New Rochelle is not located in a designated wildfire hazard zone. The city is urban/suburban coastal along Long Island Sound. Statewide NY DEC burn bans (March 16 - May 14) still apply.
New York does not maintain CalFire-style wildfire hazard severity zones. New Rochelle is a dense urban city in southern Westchester with no wildland-urban interface designation. However, the annual DEC Part 215 residential brush-burning ban from March 16 to May 14 applies statewide, and the Governor may declare emergency burn bans during drought. FEMA flood and coastal hazards are the city's main natural-hazard concerns, not wildfire.
New Rochelle, NY
Construction noise in New Rochelle is restricted to weekdays 7 a.m.β6 p.m. and Saturdays 9 a.m.β5 p.m. No construction on Sundays or legal holidays without a...
New Rochelle, NY
Overnight on-street parking in New Rochelle is regulated by alternate-side rules, downtown permit-parking districts, and winter snow-emergency declarations t...
New Rochelle, NY
Commercial vehicles and trucks over a set weight (commonly 10,000 lbs GVW) are generally prohibited from overnight parking on New Rochelle residential street...
New Rochelle, NY
Parking RVs, campers, boats, and trailers on New Rochelle residential streets is prohibited or tightly time-limited. On private property, oversized recreatio...
New Rochelle, NY
Most residential fences in New Rochelle require a building permit from the Bureau of Buildings. Applications need a site plan showing location, height, and m...
New Rochelle, NY
Retaining walls over 4 feet in height (measured bottom-of-footing to top) require a building permit and engineered plans in New Rochelle. Walls with surcharg...
Side-by-side rule comparisons with other cities in Westchester County.
See how other cities in Westchester County handle wildfire zones.
See how New Rochelle's wildfire zones rules stack up against other locations.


• What you need to do:
Once the line with "The height and width of the screenshot is (430, 221)." is found in the entries below, repeat it and each following line exactly, up to and including the line with "The height and width of the screenshot is (758, 1388).". Add no other lines.

• Exercise inputs:
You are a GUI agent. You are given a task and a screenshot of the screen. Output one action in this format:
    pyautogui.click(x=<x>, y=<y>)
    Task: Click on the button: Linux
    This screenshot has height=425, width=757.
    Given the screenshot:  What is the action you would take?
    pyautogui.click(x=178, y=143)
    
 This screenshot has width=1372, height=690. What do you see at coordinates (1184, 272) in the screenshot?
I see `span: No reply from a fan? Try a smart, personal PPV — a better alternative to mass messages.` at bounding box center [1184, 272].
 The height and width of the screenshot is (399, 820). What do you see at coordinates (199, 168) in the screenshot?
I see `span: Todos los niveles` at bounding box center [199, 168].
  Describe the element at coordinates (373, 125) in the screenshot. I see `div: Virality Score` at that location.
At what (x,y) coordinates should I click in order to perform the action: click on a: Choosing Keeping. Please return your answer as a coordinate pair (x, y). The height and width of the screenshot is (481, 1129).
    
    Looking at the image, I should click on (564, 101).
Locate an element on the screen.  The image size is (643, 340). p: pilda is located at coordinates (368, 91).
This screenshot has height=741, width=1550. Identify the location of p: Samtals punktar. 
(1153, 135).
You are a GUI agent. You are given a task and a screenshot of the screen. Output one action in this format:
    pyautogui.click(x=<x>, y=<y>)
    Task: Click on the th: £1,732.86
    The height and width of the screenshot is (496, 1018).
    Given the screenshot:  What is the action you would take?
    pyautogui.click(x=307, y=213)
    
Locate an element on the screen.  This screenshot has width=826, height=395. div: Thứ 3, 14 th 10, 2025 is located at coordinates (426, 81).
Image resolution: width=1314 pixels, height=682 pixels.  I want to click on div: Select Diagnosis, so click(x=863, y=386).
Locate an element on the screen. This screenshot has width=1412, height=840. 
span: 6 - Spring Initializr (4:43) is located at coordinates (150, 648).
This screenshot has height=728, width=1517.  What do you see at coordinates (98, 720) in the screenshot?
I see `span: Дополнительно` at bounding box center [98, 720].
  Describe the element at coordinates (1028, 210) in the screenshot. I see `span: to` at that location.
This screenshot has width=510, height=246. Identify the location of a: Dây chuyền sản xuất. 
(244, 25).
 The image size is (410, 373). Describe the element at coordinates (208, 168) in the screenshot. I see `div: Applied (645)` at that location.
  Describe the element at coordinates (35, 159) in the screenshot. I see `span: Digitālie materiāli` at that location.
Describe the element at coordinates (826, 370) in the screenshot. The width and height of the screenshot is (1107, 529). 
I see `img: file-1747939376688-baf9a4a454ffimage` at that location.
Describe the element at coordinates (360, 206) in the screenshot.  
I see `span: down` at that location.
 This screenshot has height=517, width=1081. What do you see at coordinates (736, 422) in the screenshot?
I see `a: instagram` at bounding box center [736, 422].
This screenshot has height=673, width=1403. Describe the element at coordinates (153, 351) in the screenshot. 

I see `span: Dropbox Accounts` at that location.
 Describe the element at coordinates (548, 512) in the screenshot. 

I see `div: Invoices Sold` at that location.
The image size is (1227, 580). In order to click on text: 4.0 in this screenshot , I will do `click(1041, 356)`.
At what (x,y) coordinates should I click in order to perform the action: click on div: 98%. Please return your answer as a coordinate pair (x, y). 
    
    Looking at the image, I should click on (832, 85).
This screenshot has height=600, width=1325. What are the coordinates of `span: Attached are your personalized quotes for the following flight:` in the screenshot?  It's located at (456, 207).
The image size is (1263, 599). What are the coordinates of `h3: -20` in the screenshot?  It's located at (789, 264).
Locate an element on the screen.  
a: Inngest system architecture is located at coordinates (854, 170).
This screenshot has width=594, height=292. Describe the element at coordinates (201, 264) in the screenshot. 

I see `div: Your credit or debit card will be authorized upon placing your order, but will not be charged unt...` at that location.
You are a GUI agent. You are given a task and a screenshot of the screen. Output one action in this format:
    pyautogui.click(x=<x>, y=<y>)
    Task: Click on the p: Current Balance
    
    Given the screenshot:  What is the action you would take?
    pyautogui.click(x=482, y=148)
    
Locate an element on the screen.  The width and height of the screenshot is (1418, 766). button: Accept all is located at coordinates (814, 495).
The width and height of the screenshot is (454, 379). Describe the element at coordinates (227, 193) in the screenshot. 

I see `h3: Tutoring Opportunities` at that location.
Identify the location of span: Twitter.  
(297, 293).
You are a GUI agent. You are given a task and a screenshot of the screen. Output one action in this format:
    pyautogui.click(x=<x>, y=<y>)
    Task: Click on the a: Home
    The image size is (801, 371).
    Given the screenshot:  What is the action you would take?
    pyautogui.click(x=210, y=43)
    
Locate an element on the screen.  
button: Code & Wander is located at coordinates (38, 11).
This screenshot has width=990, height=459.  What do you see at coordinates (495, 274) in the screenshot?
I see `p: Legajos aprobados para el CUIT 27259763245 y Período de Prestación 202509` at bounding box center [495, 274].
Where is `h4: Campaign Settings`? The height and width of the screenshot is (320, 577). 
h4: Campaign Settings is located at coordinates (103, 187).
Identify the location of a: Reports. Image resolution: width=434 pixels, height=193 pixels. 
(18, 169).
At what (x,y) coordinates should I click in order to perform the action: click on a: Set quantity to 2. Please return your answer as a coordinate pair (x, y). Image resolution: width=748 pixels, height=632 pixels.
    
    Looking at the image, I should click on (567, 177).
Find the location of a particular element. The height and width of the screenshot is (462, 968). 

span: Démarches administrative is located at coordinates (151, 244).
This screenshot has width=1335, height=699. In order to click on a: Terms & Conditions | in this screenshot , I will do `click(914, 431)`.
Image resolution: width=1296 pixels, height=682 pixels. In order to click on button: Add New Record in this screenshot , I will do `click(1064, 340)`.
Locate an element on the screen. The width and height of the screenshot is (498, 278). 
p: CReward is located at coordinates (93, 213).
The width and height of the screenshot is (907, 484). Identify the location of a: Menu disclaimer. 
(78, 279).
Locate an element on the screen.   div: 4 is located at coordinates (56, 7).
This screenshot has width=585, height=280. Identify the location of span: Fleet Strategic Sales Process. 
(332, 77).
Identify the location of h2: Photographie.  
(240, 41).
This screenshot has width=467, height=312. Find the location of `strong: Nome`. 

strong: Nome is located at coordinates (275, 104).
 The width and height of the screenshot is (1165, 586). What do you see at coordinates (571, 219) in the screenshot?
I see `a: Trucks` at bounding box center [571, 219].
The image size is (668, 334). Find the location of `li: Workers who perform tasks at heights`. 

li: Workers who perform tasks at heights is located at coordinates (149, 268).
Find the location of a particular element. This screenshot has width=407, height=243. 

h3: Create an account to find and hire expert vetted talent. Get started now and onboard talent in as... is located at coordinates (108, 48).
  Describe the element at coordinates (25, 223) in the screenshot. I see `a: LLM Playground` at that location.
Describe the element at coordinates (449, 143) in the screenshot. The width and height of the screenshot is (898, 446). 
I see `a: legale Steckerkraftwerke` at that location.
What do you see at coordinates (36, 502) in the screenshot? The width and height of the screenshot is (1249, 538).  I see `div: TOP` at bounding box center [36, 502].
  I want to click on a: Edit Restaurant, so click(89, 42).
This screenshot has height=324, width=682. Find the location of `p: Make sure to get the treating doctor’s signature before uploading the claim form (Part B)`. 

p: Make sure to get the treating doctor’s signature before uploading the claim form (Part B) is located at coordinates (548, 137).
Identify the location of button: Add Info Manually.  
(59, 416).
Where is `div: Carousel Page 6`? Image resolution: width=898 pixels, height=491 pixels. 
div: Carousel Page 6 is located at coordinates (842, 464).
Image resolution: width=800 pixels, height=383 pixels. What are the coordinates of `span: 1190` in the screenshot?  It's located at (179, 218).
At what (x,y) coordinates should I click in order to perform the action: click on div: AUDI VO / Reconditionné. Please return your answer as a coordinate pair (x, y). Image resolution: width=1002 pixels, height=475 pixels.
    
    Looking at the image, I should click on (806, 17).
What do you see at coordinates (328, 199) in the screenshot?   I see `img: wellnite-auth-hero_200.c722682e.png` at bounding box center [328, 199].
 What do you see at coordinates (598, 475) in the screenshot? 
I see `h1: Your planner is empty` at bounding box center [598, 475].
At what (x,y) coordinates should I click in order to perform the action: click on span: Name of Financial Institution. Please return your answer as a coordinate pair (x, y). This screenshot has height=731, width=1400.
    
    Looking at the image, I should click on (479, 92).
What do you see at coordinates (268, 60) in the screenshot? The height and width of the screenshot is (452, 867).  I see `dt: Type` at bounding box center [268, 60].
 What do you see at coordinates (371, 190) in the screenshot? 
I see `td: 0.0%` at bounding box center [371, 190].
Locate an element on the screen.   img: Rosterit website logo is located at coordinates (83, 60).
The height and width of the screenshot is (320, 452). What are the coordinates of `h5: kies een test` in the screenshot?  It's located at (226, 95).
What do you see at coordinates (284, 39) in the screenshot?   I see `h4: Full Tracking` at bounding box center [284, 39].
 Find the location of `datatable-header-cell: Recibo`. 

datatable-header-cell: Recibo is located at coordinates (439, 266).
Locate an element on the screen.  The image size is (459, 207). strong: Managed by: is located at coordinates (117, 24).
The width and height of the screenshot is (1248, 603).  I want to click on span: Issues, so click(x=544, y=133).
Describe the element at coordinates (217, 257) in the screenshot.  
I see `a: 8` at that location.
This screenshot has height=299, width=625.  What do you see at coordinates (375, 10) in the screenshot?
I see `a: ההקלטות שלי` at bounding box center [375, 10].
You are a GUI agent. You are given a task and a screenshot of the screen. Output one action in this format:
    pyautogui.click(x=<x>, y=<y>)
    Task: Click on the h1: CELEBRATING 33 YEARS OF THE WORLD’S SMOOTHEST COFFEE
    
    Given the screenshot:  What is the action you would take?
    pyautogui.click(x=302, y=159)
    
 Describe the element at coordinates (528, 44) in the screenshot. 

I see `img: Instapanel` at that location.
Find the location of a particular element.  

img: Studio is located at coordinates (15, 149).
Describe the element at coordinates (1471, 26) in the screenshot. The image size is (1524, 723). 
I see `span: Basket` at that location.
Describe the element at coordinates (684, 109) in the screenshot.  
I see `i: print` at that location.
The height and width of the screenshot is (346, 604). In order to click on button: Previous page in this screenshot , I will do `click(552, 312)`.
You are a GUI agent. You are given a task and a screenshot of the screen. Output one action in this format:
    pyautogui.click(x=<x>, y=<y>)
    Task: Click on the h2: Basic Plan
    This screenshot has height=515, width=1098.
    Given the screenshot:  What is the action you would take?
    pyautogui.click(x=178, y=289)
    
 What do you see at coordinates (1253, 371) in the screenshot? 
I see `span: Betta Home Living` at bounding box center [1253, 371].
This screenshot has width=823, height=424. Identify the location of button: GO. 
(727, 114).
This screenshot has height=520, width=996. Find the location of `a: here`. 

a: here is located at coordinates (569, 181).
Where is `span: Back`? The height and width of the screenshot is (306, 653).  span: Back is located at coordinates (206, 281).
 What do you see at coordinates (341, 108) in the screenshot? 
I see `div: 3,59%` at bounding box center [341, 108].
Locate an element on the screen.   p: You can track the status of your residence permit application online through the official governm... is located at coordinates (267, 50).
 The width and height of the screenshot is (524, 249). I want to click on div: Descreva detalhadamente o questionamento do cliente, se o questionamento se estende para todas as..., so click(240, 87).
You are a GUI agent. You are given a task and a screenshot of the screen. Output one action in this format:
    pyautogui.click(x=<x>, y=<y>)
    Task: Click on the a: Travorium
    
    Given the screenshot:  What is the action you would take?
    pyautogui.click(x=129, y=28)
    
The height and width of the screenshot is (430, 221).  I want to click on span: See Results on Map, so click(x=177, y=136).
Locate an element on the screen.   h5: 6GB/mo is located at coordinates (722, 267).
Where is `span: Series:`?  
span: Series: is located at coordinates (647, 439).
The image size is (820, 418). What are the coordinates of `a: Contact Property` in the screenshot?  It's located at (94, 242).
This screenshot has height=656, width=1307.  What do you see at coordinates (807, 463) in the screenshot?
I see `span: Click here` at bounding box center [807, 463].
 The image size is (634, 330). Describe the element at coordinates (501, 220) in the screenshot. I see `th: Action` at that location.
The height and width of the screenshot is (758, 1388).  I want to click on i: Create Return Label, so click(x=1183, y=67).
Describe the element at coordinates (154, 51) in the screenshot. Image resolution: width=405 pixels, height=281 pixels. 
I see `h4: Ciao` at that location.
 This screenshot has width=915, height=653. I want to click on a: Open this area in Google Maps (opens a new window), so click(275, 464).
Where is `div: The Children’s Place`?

• Output below:
The height and width of the screenshot is (430, 221).  I want to click on span: See Results on Map, so click(x=177, y=136).
Locate an element on the screen.   h5: 6GB/mo is located at coordinates (722, 267).
Where is `span: Series:`?  
span: Series: is located at coordinates (647, 439).
The image size is (820, 418). What are the coordinates of `a: Contact Property` in the screenshot?  It's located at (94, 242).
This screenshot has height=656, width=1307.  What do you see at coordinates (807, 463) in the screenshot?
I see `span: Click here` at bounding box center [807, 463].
 The image size is (634, 330). Describe the element at coordinates (501, 220) in the screenshot. I see `th: Action` at that location.
The height and width of the screenshot is (758, 1388).  I want to click on i: Create Return Label, so click(x=1183, y=67).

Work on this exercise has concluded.